"Once you replace negative thoughts with positive ones, you'll start having positive results."
-Willie Nelson
" A positive attitude causes a chain reaction of positive thoughts, events, and outcomes. It is a catalyst and it sparks extraordinary results."
-Wade Boggs
"A strong, positive mental attitude will create more miracles than any wonder drug."
-Patricia Neal
The last month or so I have only been getting an hour or two of sleep, likely caused by some of life's challenges. I go into the night outside and sit for a while, and the moon, the stars and the orchestra of bullfrogs, crickets and lightning bugs move me to thoughts of events from my past.
I was watching the full moon one night, and I remembered as a child being frightened after a relative's death, imagining that I saw a ghost in my closet. I would have so much trouble going to sleep! One night my mother came in and asked, "Why aren't you sleeping?"
I replied, "There is a ghost in my closet!" She went to the open door and showed me a white shirt that was glowing from the moonlight filtered in through the window blinds. She then told me a story. She was in a MASH unit during the World War II Battle of the Bulge. The front lines were not well defined, and the German and American armies were fighting above and behind her unit. She had finally gone to bed after a long day of surgery, and she woke up in the middle of the night in terror to a light shining through her tent! She was sure it was the Germans, and that they had broken through another line. After what to her seemed to be an eternity, she realized it was just the moonlight shining through the canvas wall.
After hearing her tale, I have never experienced fear in the same way again. Of course, I have gotten older, but my imagination of fearful possibilities has gone from a ghost in the closet or monsters under the bed to bills in the mailbox or urgent health matters. What has changed is me taking the reins on my negative imagination and replacing it with a clear affirmation that I can meet any possibilities with the determination that I will meet them with an acceptable solution. I substitute that negative imagining thought with a winning outcome.
A courageous example of this is Alex Trebek, host of the game show Jeopardy, who was recently diagnosed with 4th stage pancreatic cancer. He wrote to a fan who was seeking words of encouragement from him for her grandmother given the same challenging medical news: "XXXX, let’s you and I decide that we both are going to be cancer survivors. Stay positive. All the best! " Now that's what I call right thinking! Not surprisingly, In a new interview with People magazine, Mr. Trebek says that some of the tumors have now shrunk by more than 50 percent and that, according to doctors, he's "near remission." "It's kind of mind-boggling," he says. "The doctors said they hadn't seen this kind of positive result in their memory."
Practicing substitution of negative thinking also works with personal habits you may have. I found this practice helped me stop a three-pack-a-day cigarette habit 35 years ago! The key word here is"practice"— this does take time. No matter how old we are, substituting one line of thought that we want to change with another will work once it becomes ingrained in your way of living. . Goodwill and Positive thoughts to all!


• **Exercise directions**: Please print each record exactly, omitting none of them.

'''

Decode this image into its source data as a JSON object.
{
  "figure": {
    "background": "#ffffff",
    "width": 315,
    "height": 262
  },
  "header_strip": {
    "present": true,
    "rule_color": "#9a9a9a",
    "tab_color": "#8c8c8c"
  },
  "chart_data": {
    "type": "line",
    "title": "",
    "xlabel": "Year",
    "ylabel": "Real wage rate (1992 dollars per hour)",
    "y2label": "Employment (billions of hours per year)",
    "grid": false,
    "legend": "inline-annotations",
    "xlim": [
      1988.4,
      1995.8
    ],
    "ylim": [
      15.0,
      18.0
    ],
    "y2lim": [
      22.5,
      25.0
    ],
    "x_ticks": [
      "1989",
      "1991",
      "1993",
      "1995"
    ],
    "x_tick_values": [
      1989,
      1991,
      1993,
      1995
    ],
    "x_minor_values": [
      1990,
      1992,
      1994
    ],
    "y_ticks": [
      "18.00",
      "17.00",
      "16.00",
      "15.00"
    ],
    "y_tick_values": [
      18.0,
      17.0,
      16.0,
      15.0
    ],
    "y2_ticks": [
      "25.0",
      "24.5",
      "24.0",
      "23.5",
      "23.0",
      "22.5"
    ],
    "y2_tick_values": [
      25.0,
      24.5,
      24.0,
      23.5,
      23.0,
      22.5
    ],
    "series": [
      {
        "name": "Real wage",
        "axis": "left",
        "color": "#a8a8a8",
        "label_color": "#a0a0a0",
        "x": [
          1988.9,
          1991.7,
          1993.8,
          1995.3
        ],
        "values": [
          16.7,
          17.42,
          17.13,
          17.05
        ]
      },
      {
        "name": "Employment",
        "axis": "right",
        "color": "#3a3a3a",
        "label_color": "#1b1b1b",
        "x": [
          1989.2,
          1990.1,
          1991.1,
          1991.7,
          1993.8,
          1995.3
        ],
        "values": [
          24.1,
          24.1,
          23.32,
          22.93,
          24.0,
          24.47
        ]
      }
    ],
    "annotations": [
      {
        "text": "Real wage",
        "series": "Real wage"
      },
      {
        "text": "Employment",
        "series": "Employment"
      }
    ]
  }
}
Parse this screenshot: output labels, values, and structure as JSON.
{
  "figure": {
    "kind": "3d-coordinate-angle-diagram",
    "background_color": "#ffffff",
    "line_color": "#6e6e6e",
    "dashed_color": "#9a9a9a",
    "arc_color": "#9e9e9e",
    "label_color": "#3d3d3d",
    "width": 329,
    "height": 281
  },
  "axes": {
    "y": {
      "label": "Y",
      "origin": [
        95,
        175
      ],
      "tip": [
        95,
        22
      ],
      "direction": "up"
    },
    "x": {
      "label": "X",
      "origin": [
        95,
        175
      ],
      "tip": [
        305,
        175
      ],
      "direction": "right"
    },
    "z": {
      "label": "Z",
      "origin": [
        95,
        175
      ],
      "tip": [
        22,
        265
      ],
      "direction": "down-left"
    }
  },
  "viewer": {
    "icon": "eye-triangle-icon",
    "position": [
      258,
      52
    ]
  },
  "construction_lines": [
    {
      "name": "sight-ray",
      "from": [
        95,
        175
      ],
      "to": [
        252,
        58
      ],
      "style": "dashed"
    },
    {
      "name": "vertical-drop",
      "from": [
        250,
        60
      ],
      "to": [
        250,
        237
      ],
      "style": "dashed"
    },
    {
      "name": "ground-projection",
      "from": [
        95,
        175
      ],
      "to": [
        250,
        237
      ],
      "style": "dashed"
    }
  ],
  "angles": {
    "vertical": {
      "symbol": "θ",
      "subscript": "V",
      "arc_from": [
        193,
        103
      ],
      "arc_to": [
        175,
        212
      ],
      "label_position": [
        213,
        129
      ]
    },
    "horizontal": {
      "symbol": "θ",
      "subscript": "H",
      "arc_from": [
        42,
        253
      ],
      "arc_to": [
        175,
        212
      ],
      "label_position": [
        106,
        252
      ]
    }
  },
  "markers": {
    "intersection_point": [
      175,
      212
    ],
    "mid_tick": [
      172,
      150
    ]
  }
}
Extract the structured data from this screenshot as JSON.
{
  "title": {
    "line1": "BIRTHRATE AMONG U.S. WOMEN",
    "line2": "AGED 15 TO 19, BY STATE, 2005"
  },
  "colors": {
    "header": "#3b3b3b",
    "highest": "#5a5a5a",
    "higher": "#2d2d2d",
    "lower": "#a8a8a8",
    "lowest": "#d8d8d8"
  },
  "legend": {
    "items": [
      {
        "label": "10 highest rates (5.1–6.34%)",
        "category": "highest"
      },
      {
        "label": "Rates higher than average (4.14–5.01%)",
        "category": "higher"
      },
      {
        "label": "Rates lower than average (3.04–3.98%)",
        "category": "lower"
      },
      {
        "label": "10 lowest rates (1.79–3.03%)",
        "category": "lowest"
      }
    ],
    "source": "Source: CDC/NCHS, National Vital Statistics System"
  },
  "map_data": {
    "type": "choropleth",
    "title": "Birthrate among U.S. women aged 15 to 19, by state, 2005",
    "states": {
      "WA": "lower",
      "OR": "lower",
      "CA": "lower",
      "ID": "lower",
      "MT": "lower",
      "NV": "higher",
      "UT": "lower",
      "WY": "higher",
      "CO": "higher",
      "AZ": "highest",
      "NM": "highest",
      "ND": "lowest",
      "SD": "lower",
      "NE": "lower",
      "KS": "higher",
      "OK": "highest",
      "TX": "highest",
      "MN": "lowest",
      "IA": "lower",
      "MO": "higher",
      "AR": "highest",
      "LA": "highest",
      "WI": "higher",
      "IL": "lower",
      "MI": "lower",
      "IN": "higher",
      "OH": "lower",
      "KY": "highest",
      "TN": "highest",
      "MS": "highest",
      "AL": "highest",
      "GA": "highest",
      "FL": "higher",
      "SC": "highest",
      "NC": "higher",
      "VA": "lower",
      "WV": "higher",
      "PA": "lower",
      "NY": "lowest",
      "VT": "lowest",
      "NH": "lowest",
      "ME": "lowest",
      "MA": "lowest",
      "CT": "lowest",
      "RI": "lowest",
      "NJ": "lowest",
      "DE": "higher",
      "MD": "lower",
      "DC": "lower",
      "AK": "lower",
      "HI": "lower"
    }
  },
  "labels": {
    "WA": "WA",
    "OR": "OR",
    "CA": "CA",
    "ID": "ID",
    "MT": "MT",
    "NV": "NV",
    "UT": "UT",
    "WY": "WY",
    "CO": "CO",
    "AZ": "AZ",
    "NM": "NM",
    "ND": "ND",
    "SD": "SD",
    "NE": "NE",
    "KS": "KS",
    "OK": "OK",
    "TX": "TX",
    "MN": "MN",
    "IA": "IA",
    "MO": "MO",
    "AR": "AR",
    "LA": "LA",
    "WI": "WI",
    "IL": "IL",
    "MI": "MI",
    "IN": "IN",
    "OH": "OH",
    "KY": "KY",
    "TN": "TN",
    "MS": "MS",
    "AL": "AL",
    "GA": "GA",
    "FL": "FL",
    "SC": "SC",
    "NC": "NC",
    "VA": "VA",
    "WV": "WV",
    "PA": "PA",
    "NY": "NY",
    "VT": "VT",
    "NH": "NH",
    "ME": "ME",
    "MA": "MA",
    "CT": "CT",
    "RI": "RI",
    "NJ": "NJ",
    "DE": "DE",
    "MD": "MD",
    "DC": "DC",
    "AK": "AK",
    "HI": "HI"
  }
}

'''

• **Reply**:
Decode this image into its source data as a JSON object.
{
  "figure": {
    "background": "#ffffff",
    "width": 315,
    "height": 262
  },
  "header_strip": {
    "present": true,
    "rule_color": "#9a9a9a",
    "tab_color": "#8c8c8c"
  },
  "chart_data": {
    "type": "line",
    "title": "",
    "xlabel": "Year",
    "ylabel": "Real wage rate (1992 dollars per hour)",
    "y2label": "Employment (billions of hours per year)",
    "grid": false,
    "legend": "inline-annotations",
    "xlim": [
      1988.4,
      1995.8
    ],
    "ylim": [
      15.0,
      18.0
    ],
    "y2lim": [
      22.5,
      25.0
    ],
    "x_ticks": [
      "1989",
      "1991",
      "1993",
      "1995"
    ],
    "x_tick_values": [
      1989,
      1991,
      1993,
      1995
    ],
    "x_minor_values": [
      1990,
      1992,
      1994
    ],
    "y_ticks": [
      "18.00",
      "17.00",
      "16.00",
      "15.00"
    ],
    "y_tick_values": [
      18.0,
      17.0,
      16.0,
      15.0
    ],
    "y2_ticks": [
      "25.0",
      "24.5",
      "24.0",
      "23.5",
      "23.0",
      "22.5"
    ],
    "y2_tick_values": [
      25.0,
      24.5,
      24.0,
      23.5,
      23.0,
      22.5
    ],
    "series": [
      {
        "name": "Real wage",
        "axis": "left",
        "color": "#a8a8a8",
        "label_color": "#a0a0a0",
        "x": [
          1988.9,
          1991.7,
          1993.8,
          1995.3
        ],
        "values": [
          16.7,
          17.42,
          17.13,
          17.05
        ]
      },
      {
        "name": "Employment",
        "axis": "right",
        "color": "#3a3a3a",
        "label_color": "#1b1b1b",
        "x": [
          1989.2,
          1990.1,
          1991.1,
          1991.7,
          1993.8,
          1995.3
        ],
        "values": [
          24.1,
          24.1,
          23.32,
          22.93,
          24.0,
          24.47
        ]
      }
    ],
    "annotations": [
      {
        "text": "Real wage",
        "series": "Real wage"
      },
      {
        "text": "Employment",
        "series": "Employment"
      }
    ]
  }
}
Parse this screenshot: output labels, values, and structure as JSON.
{
  "figure": {
    "kind": "3d-coordinate-angle-diagram",
    "background_color": "#ffffff",
    "line_color": "#6e6e6e",
    "dashed_color": "#9a9a9a",
    "arc_color": "#9e9e9e",
    "label_color": "#3d3d3d",
    "width": 329,
    "height": 281
  },
  "axes": {
    "y": {
      "label": "Y",
      "origin": [
        95,
        175
      ],
      "tip": [
        95,
        22
      ],
      "direction": "up"
    },
    "x": {
      "label": "X",
      "origin": [
        95,
        175
      ],
      "tip": [
        305,
        175
      ],
      "direction": "right"
    },
    "z": {
      "label": "Z",
      "origin": [
        95,
        175
      ],
      "tip": [
        22,
        265
      ],
      "direction": "down-left"
    }
  },
  "viewer": {
    "icon": "eye-triangle-icon",
    "position": [
      258,
      52
    ]
  },
  "construction_lines": [
    {
      "name": "sight-ray",
      "from": [
        95,
        175
      ],
      "to": [
        252,
        58
      ],
      "style": "dashed"
    },
    {
      "name": "vertical-drop",
      "from": [
        250,
        60
      ],
      "to": [
        250,
        237
      ],
      "style": "dashed"
    },
    {
      "name": "ground-projection",
      "from": [
        95,
        175
      ],
      "to": [
        250,
        237
      ],
      "style": "dashed"
    }
  ],
  "angles": {
    "vertical": {
      "symbol": "θ",
      "subscript": "V",
      "arc_from": [
        193,
        103
      ],
      "arc_to": [
        175,
        212
      ],
      "label_position": [
        213,
        129
      ]
    },
    "horizontal": {
      "symbol": "θ",
      "subscript": "H",
      "arc_from": [
        42,
        253
      ],
      "arc_to": [
        175,
        212
      ],
      "label_position": [
        106,
        252
      ]
    }
  },
  "markers": {
    "intersection_point": [
      175,
      212
    ],
    "mid_tick": [
      172,
      150
    ]
  }
}
Extract the structured data from this screenshot as JSON.
{
  "title": {
    "line1": "BIRTHRATE AMONG U.S. WOMEN",
    "line2": "AGED 15 TO 19, BY STATE, 2005"
  },
  "colors": {
    "header": "#3b3b3b",
    "highest": "#5a5a5a",
    "higher": "#2d2d2d",
    "lower": "#a8a8a8",
    "lowest": "#d8d8d8"
  },
  "legend": {
    "items": [
      {
        "label": "10 highest rates (5.1–6.34%)",
        "category": "highest"
      },
      {
        "label": "Rates higher than average (4.14–5.01%)",
        "category": "higher"
      },
      {
        "label": "Rates lower than average (3.04–3.98%)",
        "category": "lower"
      },
      {
        "label": "10 lowest rates (1.79–3.03%)",
        "category": "lowest"
      }
    ],
    "source": "Source: CDC/NCHS, National Vital Statistics System"
  },
  "map_data": {
    "type": "choropleth",
    "title": "Birthrate among U.S. women aged 15 to 19, by state, 2005",
    "states": {
      "WA": "lower",
      "OR": "lower",
      "CA": "lower",
      "ID": "lower",
      "MT": "lower",
      "NV": "higher",
      "UT": "lower",
      "WY": "higher",
      "CO": "higher",
      "AZ": "highest",
      "NM": "highest",
      "ND": "lowest",
      "SD": "lower",
      "NE": "lower",
      "KS": "higher",
      "OK": "highest",
      "TX": "highest",
      "MN": "lowest",
      "IA": "lower",
      "MO": "higher",
      "AR": "highest",
      "LA": "highest",
      "WI": "higher",
      "IL": "lower",
      "MI": "lower",
      "IN": "higher",
      "OH": "lower",
      "KY": "highest",
      "TN": "highest",
      "MS": "highest",
      "AL": "highest",
      "GA": "highest",
      "FL": "higher",
      "SC": "highest",
      "NC": "higher",
      "VA": "lower",
      "WV": "higher",
      "PA": "lower",
      "NY": "lowest",
      "VT": "lowest",
      "NH": "lowest",
      "ME": "lowest",
      "MA": "lowest",
      "CT": "lowest",
      "RI": "lowest",
      "NJ": "lowest",
      "DE": "higher",
      "MD": "lower",
      "DC": "lower",
      "AK": "lower",
      "HI": "lower"
    }
  },
  "labels": {
    "WA": "WA",
    "OR": "OR",
    "CA": "CA",
    "ID": "ID",
    "MT": "MT",
    "NV": "NV",
    "UT": "UT",
    "WY": "WY",
    "CO": "CO",
    "AZ": "AZ",
    "NM": "NM",
    "ND": "ND",
    "SD": "SD",
    "NE": "NE",
    "KS": "KS",
    "OK": "OK",
    "TX": "TX",
    "MN": "MN",
    "IA": "IA",
    "MO": "MO",
    "AR": "AR",
    "LA": "LA",
    "WI": "WI",
    "IL": "IL",
    "MI": "MI",
    "IN": "IN",
    "OH": "OH",
    "KY": "KY",
    "TN": "TN",
    "MS": "MS",
    "AL": "AL",
    "GA": "GA",
    "FL": "FL",
    "SC": "SC",
    "NC": "NC",
    "VA": "VA",
    "WV": "WV",
    "PA": "PA",
    "NY": "NY",
    "VT": "VT",
    "NH": "NH",
    "ME": "ME",
    "MA": "MA",
    "CT": "CT",
    "RI": "RI",
    "NJ": "NJ",
    "DE": "DE",
    "MD": "MD",
    "DC": "DC",
    "AK": "AK",
    "HI": "HI"
  }
}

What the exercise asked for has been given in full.